Hah! I agree: there's practically zero money in reshafts unless you get
full retail plus labor plus spining, freq-ing, weighting etc. All that
takes too much time.

But regrips? Easy money. Loft and lie? Easier money. I paid for my Scotland
machine in a couple weeks (sold it recently - sorry I did).

I haven't been doing much club work of late. Some grips, some shafts, but
that's about it.  Our pro hired a kid who's killing them at the club. $8 to
$10 regrips, $7 angle adjustments, $20 - $25 to shove a new shaft in a
driver head. More power to him. Hell of it is nobody's complaining. If that
was me a few years ago customers would be leaving in droves.

I still have my old "Tempo Trainer" that's always worked well. Swing speed
and swing tempo measured easily.
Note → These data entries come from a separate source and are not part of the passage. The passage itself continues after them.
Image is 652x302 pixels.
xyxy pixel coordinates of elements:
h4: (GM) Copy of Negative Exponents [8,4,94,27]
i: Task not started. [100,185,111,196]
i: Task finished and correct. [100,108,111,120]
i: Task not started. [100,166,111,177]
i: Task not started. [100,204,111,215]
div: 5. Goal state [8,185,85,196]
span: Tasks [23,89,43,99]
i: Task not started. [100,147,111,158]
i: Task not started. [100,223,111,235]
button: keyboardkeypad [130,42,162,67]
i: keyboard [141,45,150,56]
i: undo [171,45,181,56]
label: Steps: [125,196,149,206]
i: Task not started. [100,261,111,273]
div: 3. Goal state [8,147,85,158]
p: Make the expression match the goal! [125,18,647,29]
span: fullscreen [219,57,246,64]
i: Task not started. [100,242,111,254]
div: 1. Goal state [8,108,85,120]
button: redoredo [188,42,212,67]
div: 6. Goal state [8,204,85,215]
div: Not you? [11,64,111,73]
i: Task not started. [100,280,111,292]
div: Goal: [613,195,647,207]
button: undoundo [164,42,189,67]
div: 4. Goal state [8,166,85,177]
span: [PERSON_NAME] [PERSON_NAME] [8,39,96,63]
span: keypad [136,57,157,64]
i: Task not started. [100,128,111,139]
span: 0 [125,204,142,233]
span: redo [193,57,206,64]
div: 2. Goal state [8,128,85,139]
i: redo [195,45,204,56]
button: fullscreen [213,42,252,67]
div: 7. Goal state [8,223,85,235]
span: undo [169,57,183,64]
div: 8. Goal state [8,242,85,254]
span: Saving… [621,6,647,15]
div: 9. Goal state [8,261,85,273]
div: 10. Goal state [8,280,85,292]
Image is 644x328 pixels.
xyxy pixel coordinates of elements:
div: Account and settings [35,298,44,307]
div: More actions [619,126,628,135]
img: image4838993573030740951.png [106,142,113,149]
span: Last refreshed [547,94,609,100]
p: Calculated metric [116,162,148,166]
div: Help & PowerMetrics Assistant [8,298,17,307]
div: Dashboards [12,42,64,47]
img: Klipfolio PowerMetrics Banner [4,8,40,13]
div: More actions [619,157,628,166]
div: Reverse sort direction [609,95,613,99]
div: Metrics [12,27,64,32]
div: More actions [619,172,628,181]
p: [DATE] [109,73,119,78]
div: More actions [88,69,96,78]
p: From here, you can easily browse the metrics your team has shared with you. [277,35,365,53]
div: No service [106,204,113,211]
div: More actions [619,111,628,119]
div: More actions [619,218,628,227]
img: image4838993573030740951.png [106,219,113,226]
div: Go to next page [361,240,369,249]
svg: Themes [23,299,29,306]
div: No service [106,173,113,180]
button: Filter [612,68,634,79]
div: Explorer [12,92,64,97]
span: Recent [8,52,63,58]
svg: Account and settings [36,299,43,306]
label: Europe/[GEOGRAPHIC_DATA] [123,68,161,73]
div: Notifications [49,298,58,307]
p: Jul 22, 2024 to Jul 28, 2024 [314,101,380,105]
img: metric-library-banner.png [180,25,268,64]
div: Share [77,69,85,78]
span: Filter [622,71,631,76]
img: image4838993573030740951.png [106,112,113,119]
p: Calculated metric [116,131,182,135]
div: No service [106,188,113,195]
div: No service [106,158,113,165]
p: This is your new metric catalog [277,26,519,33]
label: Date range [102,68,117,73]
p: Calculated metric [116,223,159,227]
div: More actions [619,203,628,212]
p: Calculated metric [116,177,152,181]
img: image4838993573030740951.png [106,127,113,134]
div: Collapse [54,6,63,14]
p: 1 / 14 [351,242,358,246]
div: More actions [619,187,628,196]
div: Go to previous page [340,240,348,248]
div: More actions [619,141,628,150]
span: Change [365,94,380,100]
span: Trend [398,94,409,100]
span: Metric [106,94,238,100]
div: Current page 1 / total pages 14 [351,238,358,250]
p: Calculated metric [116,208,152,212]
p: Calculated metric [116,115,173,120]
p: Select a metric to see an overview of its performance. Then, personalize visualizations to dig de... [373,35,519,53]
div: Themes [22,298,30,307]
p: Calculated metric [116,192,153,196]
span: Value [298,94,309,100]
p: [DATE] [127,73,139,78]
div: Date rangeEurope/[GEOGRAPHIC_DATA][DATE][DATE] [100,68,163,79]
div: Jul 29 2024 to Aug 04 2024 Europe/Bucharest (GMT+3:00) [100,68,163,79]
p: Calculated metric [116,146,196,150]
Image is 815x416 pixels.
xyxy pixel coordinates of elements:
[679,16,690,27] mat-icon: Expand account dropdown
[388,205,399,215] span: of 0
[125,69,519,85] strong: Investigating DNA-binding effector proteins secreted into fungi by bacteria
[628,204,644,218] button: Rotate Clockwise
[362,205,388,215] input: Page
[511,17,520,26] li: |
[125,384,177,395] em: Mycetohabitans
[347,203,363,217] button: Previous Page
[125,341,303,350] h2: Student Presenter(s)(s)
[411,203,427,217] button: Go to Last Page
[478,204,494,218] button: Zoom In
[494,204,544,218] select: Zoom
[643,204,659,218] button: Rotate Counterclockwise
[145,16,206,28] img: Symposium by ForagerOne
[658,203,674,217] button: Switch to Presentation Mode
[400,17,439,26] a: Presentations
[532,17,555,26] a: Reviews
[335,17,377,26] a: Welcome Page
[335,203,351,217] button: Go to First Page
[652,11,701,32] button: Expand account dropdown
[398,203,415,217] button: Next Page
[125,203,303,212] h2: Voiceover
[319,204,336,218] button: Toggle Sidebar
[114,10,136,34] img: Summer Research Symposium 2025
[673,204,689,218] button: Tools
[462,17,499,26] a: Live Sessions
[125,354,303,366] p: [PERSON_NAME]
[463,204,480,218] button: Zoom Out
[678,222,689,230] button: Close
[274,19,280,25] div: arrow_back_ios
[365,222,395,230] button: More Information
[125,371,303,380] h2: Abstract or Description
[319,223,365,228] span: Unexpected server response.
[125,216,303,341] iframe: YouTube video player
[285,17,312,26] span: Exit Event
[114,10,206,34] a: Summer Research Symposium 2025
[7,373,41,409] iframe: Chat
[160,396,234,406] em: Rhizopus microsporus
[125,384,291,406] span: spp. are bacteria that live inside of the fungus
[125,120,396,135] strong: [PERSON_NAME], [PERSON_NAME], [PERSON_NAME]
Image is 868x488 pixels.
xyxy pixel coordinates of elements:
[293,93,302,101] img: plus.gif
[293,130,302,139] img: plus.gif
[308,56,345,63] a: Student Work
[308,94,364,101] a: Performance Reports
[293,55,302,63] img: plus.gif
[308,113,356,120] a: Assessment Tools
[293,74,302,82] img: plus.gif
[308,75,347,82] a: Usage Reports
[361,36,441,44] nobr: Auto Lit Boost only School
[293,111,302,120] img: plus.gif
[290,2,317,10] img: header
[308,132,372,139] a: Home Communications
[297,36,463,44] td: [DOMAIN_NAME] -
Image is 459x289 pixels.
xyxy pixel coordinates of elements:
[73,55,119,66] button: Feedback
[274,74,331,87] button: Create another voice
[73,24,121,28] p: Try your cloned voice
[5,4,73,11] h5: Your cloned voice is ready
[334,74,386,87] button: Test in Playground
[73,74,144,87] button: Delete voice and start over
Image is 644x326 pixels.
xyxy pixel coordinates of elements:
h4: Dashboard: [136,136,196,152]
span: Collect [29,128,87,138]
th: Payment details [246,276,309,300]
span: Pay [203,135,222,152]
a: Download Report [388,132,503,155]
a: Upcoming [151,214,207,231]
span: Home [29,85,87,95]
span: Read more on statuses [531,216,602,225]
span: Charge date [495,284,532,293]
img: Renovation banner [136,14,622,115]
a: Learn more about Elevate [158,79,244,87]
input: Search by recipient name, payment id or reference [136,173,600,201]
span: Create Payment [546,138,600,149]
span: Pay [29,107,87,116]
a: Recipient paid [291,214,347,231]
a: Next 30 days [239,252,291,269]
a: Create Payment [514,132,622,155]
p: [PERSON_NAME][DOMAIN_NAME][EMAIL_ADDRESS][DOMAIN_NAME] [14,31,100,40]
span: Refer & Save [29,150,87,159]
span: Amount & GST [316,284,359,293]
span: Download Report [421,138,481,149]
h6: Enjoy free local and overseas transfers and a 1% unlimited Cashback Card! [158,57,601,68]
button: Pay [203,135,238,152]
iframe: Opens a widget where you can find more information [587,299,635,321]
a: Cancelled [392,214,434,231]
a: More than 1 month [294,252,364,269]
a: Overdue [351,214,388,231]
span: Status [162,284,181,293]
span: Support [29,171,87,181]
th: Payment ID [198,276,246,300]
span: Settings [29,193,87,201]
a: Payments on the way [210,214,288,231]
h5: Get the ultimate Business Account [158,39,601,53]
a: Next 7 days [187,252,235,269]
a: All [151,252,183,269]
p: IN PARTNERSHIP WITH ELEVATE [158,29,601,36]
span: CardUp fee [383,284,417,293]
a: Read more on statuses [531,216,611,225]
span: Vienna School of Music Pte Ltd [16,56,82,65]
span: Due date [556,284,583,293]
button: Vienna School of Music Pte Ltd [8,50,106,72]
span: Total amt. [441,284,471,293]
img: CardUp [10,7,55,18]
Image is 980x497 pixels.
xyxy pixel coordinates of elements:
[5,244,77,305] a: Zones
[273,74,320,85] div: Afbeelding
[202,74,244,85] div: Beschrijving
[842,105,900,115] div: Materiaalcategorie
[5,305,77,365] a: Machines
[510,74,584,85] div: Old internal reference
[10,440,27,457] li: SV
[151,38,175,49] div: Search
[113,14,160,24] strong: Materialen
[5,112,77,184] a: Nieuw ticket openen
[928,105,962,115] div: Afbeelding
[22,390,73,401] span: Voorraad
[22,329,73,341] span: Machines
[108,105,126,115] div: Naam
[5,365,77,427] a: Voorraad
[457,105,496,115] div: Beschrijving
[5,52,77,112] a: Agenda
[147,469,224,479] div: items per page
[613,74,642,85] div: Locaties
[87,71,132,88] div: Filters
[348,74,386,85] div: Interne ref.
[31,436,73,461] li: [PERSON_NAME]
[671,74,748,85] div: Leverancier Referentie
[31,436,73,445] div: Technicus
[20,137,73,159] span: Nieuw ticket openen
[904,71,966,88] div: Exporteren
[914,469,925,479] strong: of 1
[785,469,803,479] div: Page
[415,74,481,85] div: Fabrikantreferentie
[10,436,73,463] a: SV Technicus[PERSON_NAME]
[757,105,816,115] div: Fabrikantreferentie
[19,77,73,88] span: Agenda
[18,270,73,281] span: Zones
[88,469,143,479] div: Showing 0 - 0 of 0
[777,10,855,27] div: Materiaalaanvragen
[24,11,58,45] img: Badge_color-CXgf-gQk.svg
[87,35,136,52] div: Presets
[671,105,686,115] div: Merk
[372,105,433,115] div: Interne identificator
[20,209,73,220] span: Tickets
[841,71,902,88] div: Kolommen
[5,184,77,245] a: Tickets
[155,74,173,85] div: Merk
Frankly, there isn't much use for it these
days but I still check out a few players occasionally - free, of course.

Ah well - retirement's pretty good.

Tflan


> "From this I got much satisfaction and no profit but it gave me something
> to do on cold days off season to satisfy the lunch crowd that just wanted
> to kick some tires, hit a few balls or pick my brain."
>
>
>  "Fortunately, I never invested in a launch monitor to satisfy my
> customers. That's why I call the launch monitor a lunch monitor.
> Biggest profit center for me was regripping, installing ProSoft Inserts,
> lengthening and shortening clubs and bending irons."